In reality, I believe that while professionals like to think they are indifferent to rewards mechanisms and simply judge them based on expected value, most of us will still have a good time if a fun rewards system forces us to. We’re only human, after all.

So, we decided that all types of players would get more enjoyment out of a fun system that achieved our net rake targets through higher base rake and high rewards. And even if the price sensitive players were indifferent to the rewards mechanism, it would still be better for them if the price insensitive players had more fun by seeing rewards coming their way.

One of the most difficult parts of the rake system for Galfond was to strike a balance between making pros happy and recs happy. Who do you reward? Galfond like the idea of rewarding recreational players more, as not only does it makes things more fun for those players, but their rewards tend to flow to the to the pros in the long run at the tables, anyway.
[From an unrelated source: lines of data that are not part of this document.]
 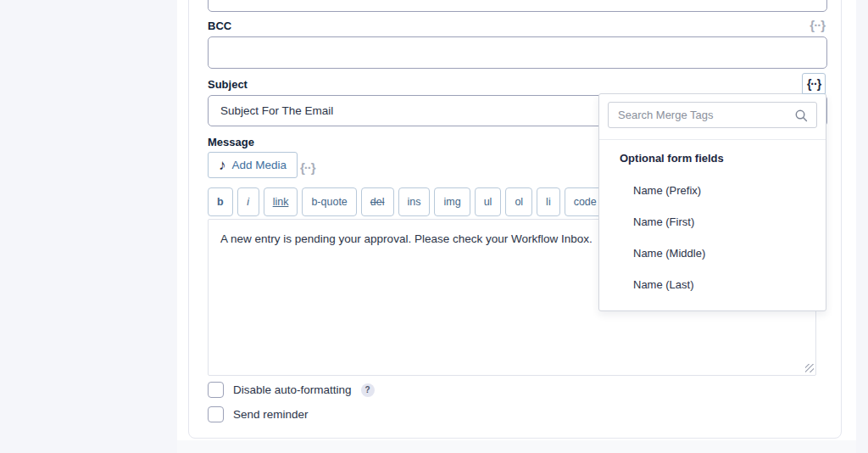 I want to click on qt-ul-button: ul, so click(x=488, y=202).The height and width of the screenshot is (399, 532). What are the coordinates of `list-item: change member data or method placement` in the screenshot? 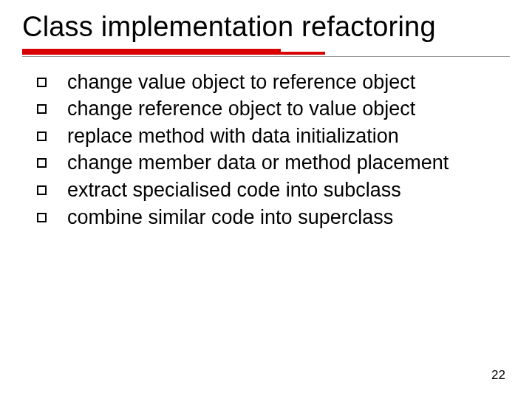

“The major downside to heavily rewarding recreational players is that you’re lowering your pricing for the group of players who care least about it and raising your pricing for the players who pay the most attention,” he said. “In fact, generally speaking, a number of recreational players don’t know about rewards programs, and many leave their rewards points unclaimed, which means added profits for a poker site at the expense of unaware recreational players.”

Thus, Galfond and his Run It Once team decided that everyone would be rewarded equally. But even that isn’t so simple because they needed to figure out how to design the program. Galfond wanted it to be fun, transparent, engaging while not distracting from poker play, easy to collect and always claimed, and visible to everyone.

Random – Yet Consistent – Rakeback, If That Makes Sense

What Run It Once came up with was a 51 percent rakeback for all players via a program called “Splash the Pot.”

It is a simple system. At the beginning of a random hand, chips will rain from out of nowhere and juice the pot. The “splashes” will range from one big blind to 1,000 big blinds. Whoever wins the hand gets the extra chips. That’s it. Galfond explained some of the benefits of the program:

Splash the Pot is highly visible (you can’t get much more visible than having your rewards thrown on the table in front of you), fun, and equitable. Unredeemed rewards are a thing of the past, and all reward money goes back into the poker economy immediately.

This also adds new dimension to a game that some of you may fear is getting too close to “solved” – another test of your ingenuity at the table. Adjust to the splashed pots better than your opponents do, and you’ll increase your bottom line.

He admitted that some players might not like adding variance to their rewards, but from his experience playing in high-stakes cash games, he has found that the occasional goofy, wilder hand makes for a more fun session. He added that most hands won’t be splashed and most splashes will be small.

As mentioned, with Splash the Pot, rakeback at Run It once will be 51 percent. Base rake will start at 5.75 percent at the lowest stakes and decline to 4 percent at the highest stakes.

There was no mention of rake and rewards for tournaments, as right now, Run It Once is only spreading cash games.